ROGUE WANDERER: Show me to the nearest yurt
Published 7:00 am Thursday, October 31, 2024
- Peggy Dover mug
I think I waited too long to start looking for a yurt. Yet here we are, a few days from The Long-Endured Big Outcome, and I want to hide out with a family-sized bag of chips, the cat boys and the Good Book.
In the search for the great escape, I discovered some darn sweet yurts without wi-fi and with bunk beds. I’ve always loved a good bunk bed, ever opting for the second story in case of a cave-in. Plus, if a bear should find his way inside, I figure he’ll go for the low sleeping fruit.
It’s fun to say “yurt.” It comes from the Russian word, yurta, which was apparently too hard to pronounce. Nomads have been using them for thousands of years. They may have the right idea of moving along every so often — perhaps prior to the next election.
Yurt walls have cool geometric designs on the inside. Can a bear or cougar tear through a canvas wall if they smell turkey sandwiches?
I found a yurt I liked the look of located on the bank of the beautiful Umpqua River. It’s available year-round and isn’t way up in the mountains where the snow flies and Bigfoot hibernates. Reddit tells me that Squatch doesn’t hibernate, but migrates, presumably to lower terrain as the weather cools and to locate a cozy pub somewhere. So, bears may not be the only challenge to my chosen location. However, BF may join me in a game of gin rummy over a hot toddy, and he doesn’t give a wilderness woof about the election. Cricket and Eddie, who have a bad habit of reading over my shoulder as I work, have vetoed extending the welcome mat to Bigfoot, so he’s out. I will be certain to let you know when I do this.
The week ahead lies like a field of dread starting with Daylight Savings Time ending and darkness descending with a curtain of gloom about mid-day. The cats and I get confused because it’s growing dark about nap time, then we wake seemingly in the middle of the night, but I should be fixing dinner, or so they tell me. Oh, well. More time for telling stories around the campfire. The week then proceeds through Election Day for which I’ve stocked an arsenal of earplugs, then forward to a dental cleaning — the pleasantest of the lot. I’d take a dozen cleanings, even if they’re playing country music, if I knew the election would mark the end of the disgusting memes and rhetoric and we could settle down, stop sucking our thumbs and losing friends, behave like mature adults and accomplish something positive. When did that last occur? Every time I chance upon a speech from the two main contenders, they’re calling names or worse, making scary promises about what will happen if they’re elected.
Recently, I naively commented to friend Lynn, “I think we’ll all be glad when it’s over.” She aptly replied, “Oh, you think it will be over? Remember the last time?” Then, I did. You mean the bloviating and rabble-rousing could continue? Are we living in the Wild West? Where is Marshal Dillon?
I cast my ballot today. I took it to the Eagle Point library drop box. I’m confident that it will get to where it will be properly counted. Yesterday, I spent at least two hours poring over candidates and propositions —occasionally taking a break with a game of solitaire or watching “Leave it to Beaver” (what would Ward do?)— trying to use critical brain-power to arrive at the right fully-darkened oval. I always second guess myself afterward, but I did my best and exercised my privilege. As I walked my ballot to the box, I felt that sense of thankfulness and relief that we live in a free country and that my contribution to the Big One was over for another four years.
Meanwhile, it’s still beautiful autumn. The leaves are giving us a late show of turning, and a pair of gray squirrels are leaping through the trees, barking at Cricket and signaling winter ahead with their nut-gathering. And finally, the blessed rain.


## Work to complete
Without the pictures, retype each line below exactly as it stands.

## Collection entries
════════════════

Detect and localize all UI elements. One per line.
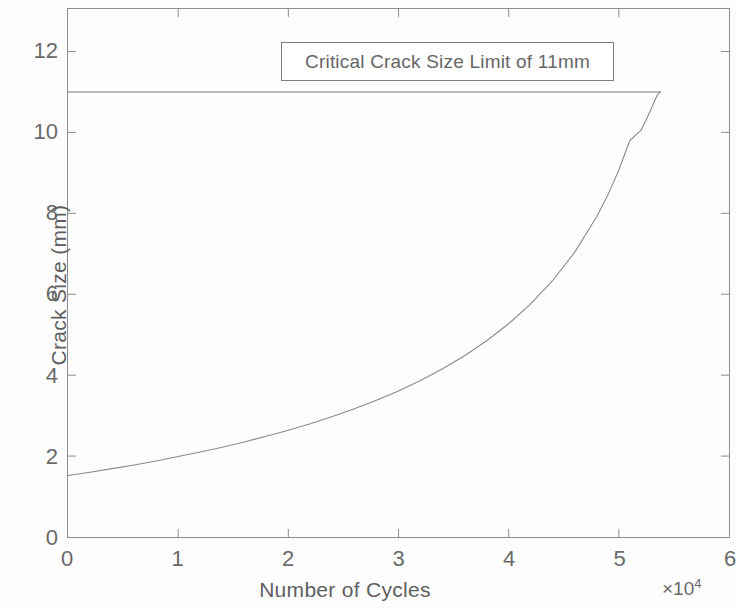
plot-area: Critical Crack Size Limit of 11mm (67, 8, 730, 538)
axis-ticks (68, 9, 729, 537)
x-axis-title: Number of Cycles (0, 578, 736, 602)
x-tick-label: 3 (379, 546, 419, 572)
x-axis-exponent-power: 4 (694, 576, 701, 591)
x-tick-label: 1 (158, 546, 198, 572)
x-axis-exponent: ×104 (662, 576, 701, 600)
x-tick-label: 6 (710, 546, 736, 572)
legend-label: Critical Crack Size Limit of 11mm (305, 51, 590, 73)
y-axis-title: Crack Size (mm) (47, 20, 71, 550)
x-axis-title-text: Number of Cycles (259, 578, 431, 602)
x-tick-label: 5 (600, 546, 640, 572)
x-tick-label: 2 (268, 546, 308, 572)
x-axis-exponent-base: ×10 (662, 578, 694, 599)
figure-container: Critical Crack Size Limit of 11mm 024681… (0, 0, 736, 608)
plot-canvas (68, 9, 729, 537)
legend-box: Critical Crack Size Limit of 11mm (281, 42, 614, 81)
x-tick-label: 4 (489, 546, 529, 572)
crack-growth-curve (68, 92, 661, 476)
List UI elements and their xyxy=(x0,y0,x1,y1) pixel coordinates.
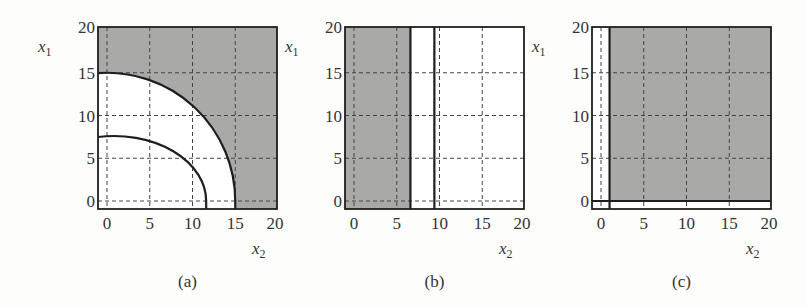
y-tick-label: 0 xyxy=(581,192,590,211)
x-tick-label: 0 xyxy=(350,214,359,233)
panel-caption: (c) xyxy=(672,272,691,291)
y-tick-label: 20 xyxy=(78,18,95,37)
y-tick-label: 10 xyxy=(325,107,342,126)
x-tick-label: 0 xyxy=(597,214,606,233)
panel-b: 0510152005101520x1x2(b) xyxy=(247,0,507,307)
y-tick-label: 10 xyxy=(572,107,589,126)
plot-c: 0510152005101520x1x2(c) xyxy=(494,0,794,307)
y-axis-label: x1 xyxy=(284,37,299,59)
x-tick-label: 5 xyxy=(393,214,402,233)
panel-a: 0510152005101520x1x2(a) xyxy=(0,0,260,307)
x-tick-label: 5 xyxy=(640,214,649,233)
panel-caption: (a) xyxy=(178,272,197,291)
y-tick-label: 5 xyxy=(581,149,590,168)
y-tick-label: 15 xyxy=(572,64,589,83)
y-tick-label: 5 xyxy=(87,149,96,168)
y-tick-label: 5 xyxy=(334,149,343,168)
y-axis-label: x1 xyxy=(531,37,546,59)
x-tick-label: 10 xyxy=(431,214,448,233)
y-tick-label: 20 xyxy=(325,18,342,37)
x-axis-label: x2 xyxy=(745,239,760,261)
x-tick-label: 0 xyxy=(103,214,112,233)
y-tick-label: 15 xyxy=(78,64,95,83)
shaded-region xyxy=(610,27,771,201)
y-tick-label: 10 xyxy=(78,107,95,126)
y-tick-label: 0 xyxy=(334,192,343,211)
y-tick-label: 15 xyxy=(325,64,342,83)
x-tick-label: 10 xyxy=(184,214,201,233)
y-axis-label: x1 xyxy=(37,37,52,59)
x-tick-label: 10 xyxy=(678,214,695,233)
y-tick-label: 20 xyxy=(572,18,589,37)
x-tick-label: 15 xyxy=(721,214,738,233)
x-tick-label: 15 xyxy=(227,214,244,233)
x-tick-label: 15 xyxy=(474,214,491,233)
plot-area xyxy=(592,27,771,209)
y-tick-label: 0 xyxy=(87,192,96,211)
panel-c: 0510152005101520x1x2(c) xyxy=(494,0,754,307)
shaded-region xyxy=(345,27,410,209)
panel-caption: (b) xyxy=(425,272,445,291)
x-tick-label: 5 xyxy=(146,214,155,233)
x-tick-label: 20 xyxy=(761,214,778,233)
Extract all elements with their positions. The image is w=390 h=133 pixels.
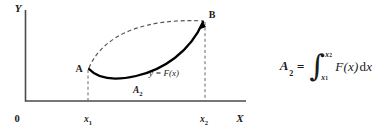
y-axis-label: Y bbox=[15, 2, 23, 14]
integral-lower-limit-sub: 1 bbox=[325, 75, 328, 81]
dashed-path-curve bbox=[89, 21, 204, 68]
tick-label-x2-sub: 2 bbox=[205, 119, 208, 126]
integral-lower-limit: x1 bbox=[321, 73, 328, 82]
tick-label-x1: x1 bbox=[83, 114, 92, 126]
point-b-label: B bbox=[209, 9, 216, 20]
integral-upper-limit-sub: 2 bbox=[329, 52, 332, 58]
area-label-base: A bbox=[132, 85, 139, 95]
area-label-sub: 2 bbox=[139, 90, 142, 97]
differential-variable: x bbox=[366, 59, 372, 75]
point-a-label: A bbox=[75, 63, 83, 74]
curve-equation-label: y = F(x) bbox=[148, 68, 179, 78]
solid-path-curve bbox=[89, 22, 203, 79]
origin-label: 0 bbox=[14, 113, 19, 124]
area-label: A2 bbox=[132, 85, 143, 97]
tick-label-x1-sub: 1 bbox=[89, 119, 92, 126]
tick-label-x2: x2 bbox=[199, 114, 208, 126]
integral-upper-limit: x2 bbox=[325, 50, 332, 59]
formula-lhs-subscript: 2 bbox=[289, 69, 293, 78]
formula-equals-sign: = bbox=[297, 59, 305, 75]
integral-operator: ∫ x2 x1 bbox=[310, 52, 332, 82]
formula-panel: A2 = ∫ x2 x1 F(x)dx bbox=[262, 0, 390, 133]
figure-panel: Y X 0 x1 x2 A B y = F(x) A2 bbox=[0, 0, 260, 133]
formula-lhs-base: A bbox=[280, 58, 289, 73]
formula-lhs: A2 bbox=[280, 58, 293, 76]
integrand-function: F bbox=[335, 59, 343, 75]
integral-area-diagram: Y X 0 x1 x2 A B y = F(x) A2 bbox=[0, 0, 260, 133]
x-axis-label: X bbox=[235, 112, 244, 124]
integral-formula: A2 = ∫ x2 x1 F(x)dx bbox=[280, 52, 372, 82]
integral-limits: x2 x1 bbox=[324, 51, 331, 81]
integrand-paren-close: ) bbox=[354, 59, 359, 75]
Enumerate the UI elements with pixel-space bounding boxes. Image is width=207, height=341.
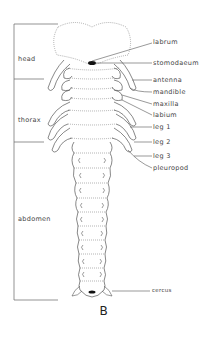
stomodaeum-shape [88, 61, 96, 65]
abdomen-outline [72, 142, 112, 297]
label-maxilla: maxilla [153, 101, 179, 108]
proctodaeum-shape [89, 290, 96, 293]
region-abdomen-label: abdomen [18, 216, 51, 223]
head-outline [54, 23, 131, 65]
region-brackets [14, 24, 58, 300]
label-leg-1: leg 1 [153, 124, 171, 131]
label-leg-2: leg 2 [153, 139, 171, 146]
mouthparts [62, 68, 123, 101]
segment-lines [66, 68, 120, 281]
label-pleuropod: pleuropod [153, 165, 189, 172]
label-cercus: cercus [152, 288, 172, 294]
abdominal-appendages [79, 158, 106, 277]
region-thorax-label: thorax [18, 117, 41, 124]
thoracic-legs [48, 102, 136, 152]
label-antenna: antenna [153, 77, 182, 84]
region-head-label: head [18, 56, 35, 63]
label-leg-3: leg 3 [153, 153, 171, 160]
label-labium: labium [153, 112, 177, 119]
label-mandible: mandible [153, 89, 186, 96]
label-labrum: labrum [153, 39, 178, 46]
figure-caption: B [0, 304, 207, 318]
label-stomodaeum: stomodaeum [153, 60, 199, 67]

════════════════

## Written solution
Detect and localize all UI elements. One per line.
plot-area: Critical Crack Size Limit of 11mm (67, 8, 730, 538)
axis-ticks (68, 9, 729, 537)
x-axis-title: Number of Cycles (0, 578, 736, 602)
x-tick-label: 3 (379, 546, 419, 572)
x-axis-exponent-power: 4 (694, 576, 701, 591)
x-tick-label: 1 (158, 546, 198, 572)
x-axis-exponent: ×104 (662, 576, 701, 600)
x-tick-label: 6 (710, 546, 736, 572)
legend-label: Critical Crack Size Limit of 11mm (305, 51, 590, 73)
y-axis-title: Crack Size (mm) (47, 20, 71, 550)
x-axis-title-text: Number of Cycles (259, 578, 431, 602)
x-tick-label: 5 (600, 546, 640, 572)
x-tick-label: 2 (268, 546, 308, 572)
x-axis-exponent-base: ×10 (662, 578, 694, 599)
figure-container: Critical Crack Size Limit of 11mm 024681… (0, 0, 736, 608)
plot-canvas (68, 9, 729, 537)
legend-box: Critical Crack Size Limit of 11mm (281, 42, 614, 81)
x-tick-label: 4 (489, 546, 529, 572)
crack-growth-curve (68, 92, 661, 476)
List UI elements and their xyxy=(x0,y0,x1,y1) pixel coordinates.
y-tick-label: 0 xyxy=(581,192,590,211)
x-tick-label: 0 xyxy=(350,214,359,233)
panel-caption: (c) xyxy=(672,272,691,291)
y-tick-label: 20 xyxy=(78,18,95,37)
y-tick-label: 10 xyxy=(325,107,342,126)
x-tick-label: 0 xyxy=(597,214,606,233)
panel-b: 0510152005101520x1x2(b) xyxy=(247,0,507,307)
y-tick-label: 10 xyxy=(572,107,589,126)
plot-c: 0510152005101520x1x2(c) xyxy=(494,0,794,307)
y-axis-label: x1 xyxy=(284,37,299,59)
x-tick-label: 5 xyxy=(393,214,402,233)
panel-a: 0510152005101520x1x2(a) xyxy=(0,0,260,307)
x-tick-label: 5 xyxy=(640,214,649,233)
panel-caption: (a) xyxy=(178,272,197,291)
y-tick-label: 5 xyxy=(581,149,590,168)
y-tick-label: 15 xyxy=(572,64,589,83)
y-tick-label: 5 xyxy=(87,149,96,168)
y-tick-label: 5 xyxy=(334,149,343,168)
y-axis-label: x1 xyxy=(531,37,546,59)
x-tick-label: 10 xyxy=(431,214,448,233)
y-tick-label: 20 xyxy=(325,18,342,37)
x-axis-label: x2 xyxy=(745,239,760,261)
x-tick-label: 0 xyxy=(103,214,112,233)
y-tick-label: 15 xyxy=(78,64,95,83)
shaded-region xyxy=(610,27,771,201)
y-tick-label: 10 xyxy=(78,107,95,126)
y-tick-label: 0 xyxy=(334,192,343,211)
y-tick-label: 15 xyxy=(325,64,342,83)
x-tick-label: 10 xyxy=(184,214,201,233)
y-axis-label: x1 xyxy=(37,37,52,59)
x-tick-label: 10 xyxy=(678,214,695,233)
y-tick-label: 20 xyxy=(572,18,589,37)
x-tick-label: 15 xyxy=(721,214,738,233)
x-tick-label: 15 xyxy=(227,214,244,233)
x-tick-label: 15 xyxy=(474,214,491,233)
plot-area xyxy=(592,27,771,209)
y-tick-label: 0 xyxy=(87,192,96,211)
panel-c: 0510152005101520x1x2(c) xyxy=(494,0,754,307)
shaded-region xyxy=(345,27,410,209)
panel-caption: (b) xyxy=(425,272,445,291)
x-tick-label: 5 xyxy=(146,214,155,233)
x-tick-label: 20 xyxy=(761,214,778,233)
Extract all elements with their positions. The image is w=390 h=133 pixels.
y-axis-label: Y bbox=[15, 2, 23, 14]
integral-lower-limit-sub: 1 bbox=[325, 75, 328, 81]
dashed-path-curve bbox=[89, 21, 204, 68]
tick-label-x2-sub: 2 bbox=[205, 119, 208, 126]
integral-lower-limit: x1 bbox=[321, 73, 328, 82]
tick-label-x1: x1 bbox=[83, 114, 92, 126]
point-b-label: B bbox=[209, 9, 216, 20]
integral-upper-limit-sub: 2 bbox=[329, 52, 332, 58]
area-label-base: A bbox=[132, 85, 139, 95]
area-label-sub: 2 bbox=[139, 90, 142, 97]
differential-variable: x bbox=[366, 59, 372, 75]
point-a-label: A bbox=[75, 63, 83, 74]
curve-equation-label: y = F(x) bbox=[148, 68, 179, 78]
solid-path-curve bbox=[89, 22, 203, 79]
origin-label: 0 bbox=[14, 113, 19, 124]
area-label: A2 bbox=[132, 85, 143, 97]
tick-label-x1-sub: 1 bbox=[89, 119, 92, 126]
tick-label-x2: x2 bbox=[199, 114, 208, 126]
integral-upper-limit: x2 bbox=[325, 50, 332, 59]
formula-lhs-subscript: 2 bbox=[289, 69, 293, 78]
formula-equals-sign: = bbox=[297, 59, 305, 75]
integral-operator: ∫ x2 x1 bbox=[310, 52, 332, 82]
formula-panel: A2 = ∫ x2 x1 F(x)dx bbox=[262, 0, 390, 133]
figure-panel: Y X 0 x1 x2 A B y = F(x) A2 bbox=[0, 0, 260, 133]
formula-lhs-base: A bbox=[280, 58, 289, 73]
formula-lhs: A2 bbox=[280, 58, 293, 76]
integrand-function: F bbox=[335, 59, 343, 75]
integral-area-diagram: Y X 0 x1 x2 A B y = F(x) A2 bbox=[0, 0, 260, 133]
x-axis-label: X bbox=[235, 112, 244, 124]
integral-formula: A2 = ∫ x2 x1 F(x)dx bbox=[280, 52, 372, 82]
integral-limits: x2 x1 bbox=[324, 51, 331, 81]
integrand-paren-close: ) bbox=[354, 59, 359, 75]
Enumerate the UI elements with pixel-space bounding boxes. Image is width=207, height=341.
stomodaeum-shape [88, 61, 96, 65]
abdomen-outline [72, 142, 112, 297]
label-maxilla: maxilla [153, 101, 179, 108]
proctodaeum-shape [89, 290, 96, 293]
region-abdomen-label: abdomen [18, 216, 51, 223]
head-outline [54, 23, 131, 65]
region-brackets [14, 24, 58, 300]
label-leg-1: leg 1 [153, 124, 171, 131]
label-leg-2: leg 2 [153, 139, 171, 146]
mouthparts [62, 68, 123, 101]
segment-lines [66, 68, 120, 281]
label-pleuropod: pleuropod [153, 165, 189, 172]
label-cercus: cercus [152, 288, 172, 294]
abdominal-appendages [79, 158, 106, 277]
region-thorax-label: thorax [18, 117, 41, 124]
thoracic-legs [48, 102, 136, 152]
label-antenna: antenna [153, 77, 182, 84]
region-head-label: head [18, 56, 35, 63]
label-leg-3: leg 3 [153, 153, 171, 160]
label-labium: labium [153, 112, 177, 119]
label-mandible: mandible [153, 89, 186, 96]
label-labrum: labrum [153, 39, 178, 46]
figure-caption: B [0, 304, 207, 318]
label-stomodaeum: stomodaeum [153, 60, 199, 67]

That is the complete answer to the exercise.